The debt ceiling fight was resolved with a temporary extension into December, but the showdown shifted the calculus of the filibuster fight. Democrats say that even their most reluctant members could be persuaded to ditch the filibuster if forced to choose between a worldwide economic calamity or preserving an arcane Senate rule.
Mr. McConnell seemed to recognize that possibility and backed down for the moment, but Democrats say the Republican recalcitrance shined a bright light on the need for change.
Mr. Biden on Thursday called the Republican blockade of the debt ceiling increase bizarre and said that if Republicans repeated the tactic, “I think you’ll see an awful lot of Democrats being ready to say, ‘Not me. I’m not doing that again. We’re going to end the filibuster.’”
To further build a case against the tactic, Senator Chuck Schumer of New York, the majority leader, plans next week to force a showdown on a separate voting rights measure — one named for the civil rights hero John Lewis. It would restore elements of the Voting Rights Act that have been undermined by unfavorable Supreme Court rulings.
The Voting Rights Act has long received deep bipartisan support, but the new legislation will almost certainly be filibustered with scant or no Republican backing.
As a confrontation on the filibuster approaches, Democrats are no longer talking about scrapping a procedural rule and are instead framing their mission as trying to restore the Senate as a functioning body.
“The reflexive obstruction from Senate Republicans is not — is not — how the Senate is supposed to work,” Mr. Schumer said.
As Mr. Biden suggested on Thursday, Democrats are exploring alternatives such as forcing filibustering senators to hold the floor, which would put more of the onus on those blocking legislation.

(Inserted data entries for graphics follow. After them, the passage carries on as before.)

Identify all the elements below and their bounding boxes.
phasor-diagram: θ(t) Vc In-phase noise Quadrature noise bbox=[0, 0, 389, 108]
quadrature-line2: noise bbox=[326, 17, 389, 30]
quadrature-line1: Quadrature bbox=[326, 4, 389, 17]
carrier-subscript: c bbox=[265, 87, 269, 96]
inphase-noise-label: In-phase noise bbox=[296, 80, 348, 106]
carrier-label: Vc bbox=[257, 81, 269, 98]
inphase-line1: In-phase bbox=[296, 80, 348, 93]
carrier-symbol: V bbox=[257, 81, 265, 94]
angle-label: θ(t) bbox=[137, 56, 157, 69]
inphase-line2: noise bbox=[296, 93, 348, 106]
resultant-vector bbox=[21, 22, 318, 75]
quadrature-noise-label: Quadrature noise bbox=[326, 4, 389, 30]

“It is not all or nothing,” said Senator Angus King, independent of Maine, who this week said he had come around to the idea of changing the rules if that was what it took to move forward with a voting rights measure.

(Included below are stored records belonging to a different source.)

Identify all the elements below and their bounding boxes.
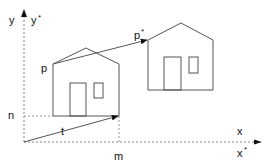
y-axis bbox=[21, 9, 27, 142]
p-star-label: p bbox=[134, 29, 140, 41]
original-house bbox=[53, 48, 119, 116]
y-star-mark: * bbox=[38, 13, 41, 22]
p-to-p-star-arrow bbox=[53, 40, 147, 64]
original-house-door bbox=[70, 83, 86, 116]
m-label: m bbox=[114, 150, 123, 162]
n-label: n bbox=[8, 109, 14, 121]
t-label: t bbox=[61, 125, 64, 137]
x-axis-arrow-icon bbox=[254, 140, 262, 145]
x-star-axis-label: x bbox=[237, 147, 243, 159]
x-axis bbox=[24, 140, 262, 145]
p-label: p bbox=[41, 62, 47, 74]
translation-vector-t bbox=[24, 116, 118, 142]
y-axis-label: y bbox=[9, 14, 15, 26]
x-star-mark: * bbox=[244, 145, 247, 154]
translated-house-door bbox=[164, 57, 181, 90]
y-axis-arrow-icon bbox=[21, 9, 27, 17]
p-star-mark: * bbox=[141, 27, 144, 36]
y-star-axis-label: y bbox=[31, 14, 37, 26]
translated-house bbox=[148, 23, 213, 90]
x-axis-label: x bbox=[237, 125, 243, 137]
translated-house-window bbox=[189, 57, 198, 73]
translation-diagram: y y * x x * n m p p * t bbox=[0, 0, 270, 163]
original-house-window bbox=[94, 83, 103, 98]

He and many Democrats also seem to be coming to grips with one of the leading rationales for not changing the filibuster — that once the opposing party regains power, it will force through objectionable legislation that can no longer be blocked using the tactic. Given the stakes, some Democrats say they may just have to accept that possibility.
“Majorities come and go,” Mr. King said. “There is not much doubt that if a significant change is made, it will be used by the other party when and if they are in power.”
But, he said of voting rights, “If we don’t do something about what is going on around the country, then everything else sort of falls by the wayside.”